━━ Working data

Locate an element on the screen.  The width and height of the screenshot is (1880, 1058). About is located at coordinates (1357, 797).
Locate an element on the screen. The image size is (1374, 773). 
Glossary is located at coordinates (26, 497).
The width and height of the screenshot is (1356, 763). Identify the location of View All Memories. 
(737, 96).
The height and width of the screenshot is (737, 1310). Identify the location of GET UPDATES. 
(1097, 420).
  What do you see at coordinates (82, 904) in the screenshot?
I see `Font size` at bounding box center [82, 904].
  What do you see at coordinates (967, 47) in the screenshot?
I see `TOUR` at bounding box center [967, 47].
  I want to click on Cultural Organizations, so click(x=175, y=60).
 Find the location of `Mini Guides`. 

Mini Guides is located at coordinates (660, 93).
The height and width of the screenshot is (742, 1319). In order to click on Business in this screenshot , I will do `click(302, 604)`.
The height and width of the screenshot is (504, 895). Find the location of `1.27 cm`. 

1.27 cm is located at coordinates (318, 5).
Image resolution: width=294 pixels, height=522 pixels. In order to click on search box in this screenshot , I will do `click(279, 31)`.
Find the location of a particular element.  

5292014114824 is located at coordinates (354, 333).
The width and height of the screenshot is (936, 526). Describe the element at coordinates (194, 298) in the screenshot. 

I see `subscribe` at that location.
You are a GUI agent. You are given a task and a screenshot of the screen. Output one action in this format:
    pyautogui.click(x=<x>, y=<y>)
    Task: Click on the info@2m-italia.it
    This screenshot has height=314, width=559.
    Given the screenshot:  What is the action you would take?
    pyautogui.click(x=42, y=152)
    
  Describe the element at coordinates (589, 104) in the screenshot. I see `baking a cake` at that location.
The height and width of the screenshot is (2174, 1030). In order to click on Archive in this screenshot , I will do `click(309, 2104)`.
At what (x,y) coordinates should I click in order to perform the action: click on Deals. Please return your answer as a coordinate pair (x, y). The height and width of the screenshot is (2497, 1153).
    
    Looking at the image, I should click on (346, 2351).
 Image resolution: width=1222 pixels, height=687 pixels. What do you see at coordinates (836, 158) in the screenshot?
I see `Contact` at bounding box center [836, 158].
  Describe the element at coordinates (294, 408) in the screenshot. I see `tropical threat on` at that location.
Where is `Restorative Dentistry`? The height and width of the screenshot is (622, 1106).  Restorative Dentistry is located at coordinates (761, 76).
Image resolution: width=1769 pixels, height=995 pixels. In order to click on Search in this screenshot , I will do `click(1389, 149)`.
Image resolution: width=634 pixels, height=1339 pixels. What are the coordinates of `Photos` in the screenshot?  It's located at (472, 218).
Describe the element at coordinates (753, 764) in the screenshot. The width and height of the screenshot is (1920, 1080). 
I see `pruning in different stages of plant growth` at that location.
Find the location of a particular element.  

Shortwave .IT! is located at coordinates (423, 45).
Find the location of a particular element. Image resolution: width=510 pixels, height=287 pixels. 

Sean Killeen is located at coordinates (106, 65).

━━━━

#### What is required
Each record above, in full: retype it verbatim.

#### Written reply
Locate an element on the screen.  The width and height of the screenshot is (1880, 1058). About is located at coordinates (1357, 797).
Locate an element on the screen. The image size is (1374, 773). 
Glossary is located at coordinates (26, 497).
The width and height of the screenshot is (1356, 763). Identify the location of View All Memories. 
(737, 96).
The height and width of the screenshot is (737, 1310). Identify the location of GET UPDATES. 
(1097, 420).
  What do you see at coordinates (82, 904) in the screenshot?
I see `Font size` at bounding box center [82, 904].
  What do you see at coordinates (967, 47) in the screenshot?
I see `TOUR` at bounding box center [967, 47].
  I want to click on Cultural Organizations, so click(x=175, y=60).
 Find the location of `Mini Guides`. 

Mini Guides is located at coordinates (660, 93).
The height and width of the screenshot is (742, 1319). In order to click on Business in this screenshot , I will do `click(302, 604)`.
The height and width of the screenshot is (504, 895). Find the location of `1.27 cm`. 

1.27 cm is located at coordinates (318, 5).
Image resolution: width=294 pixels, height=522 pixels. In order to click on search box in this screenshot , I will do `click(279, 31)`.
Find the location of a particular element.  

5292014114824 is located at coordinates (354, 333).
The width and height of the screenshot is (936, 526). Describe the element at coordinates (194, 298) in the screenshot. 

I see `subscribe` at that location.
You are a GUI agent. You are given a task and a screenshot of the screen. Output one action in this format:
    pyautogui.click(x=<x>, y=<y>)
    Task: Click on the info@2m-italia.it
    This screenshot has height=314, width=559.
    Given the screenshot:  What is the action you would take?
    pyautogui.click(x=42, y=152)
    
  Describe the element at coordinates (589, 104) in the screenshot. I see `baking a cake` at that location.
The height and width of the screenshot is (2174, 1030). In order to click on Archive in this screenshot , I will do `click(309, 2104)`.
At what (x,y) coordinates should I click in order to perform the action: click on Deals. Please return your answer as a coordinate pair (x, y). The height and width of the screenshot is (2497, 1153).
    
    Looking at the image, I should click on (346, 2351).
 Image resolution: width=1222 pixels, height=687 pixels. What do you see at coordinates (836, 158) in the screenshot?
I see `Contact` at bounding box center [836, 158].
  Describe the element at coordinates (294, 408) in the screenshot. I see `tropical threat on` at that location.
Where is `Restorative Dentistry`? The height and width of the screenshot is (622, 1106).  Restorative Dentistry is located at coordinates (761, 76).
Image resolution: width=1769 pixels, height=995 pixels. In order to click on Search in this screenshot , I will do `click(1389, 149)`.
Image resolution: width=634 pixels, height=1339 pixels. What are the coordinates of `Photos` in the screenshot?  It's located at (472, 218).
Describe the element at coordinates (753, 764) in the screenshot. The width and height of the screenshot is (1920, 1080). 
I see `pruning in different stages of plant growth` at that location.
Find the location of a particular element.  

Shortwave .IT! is located at coordinates (423, 45).
Find the location of a particular element. Image resolution: width=510 pixels, height=287 pixels. 

Sean Killeen is located at coordinates (106, 65).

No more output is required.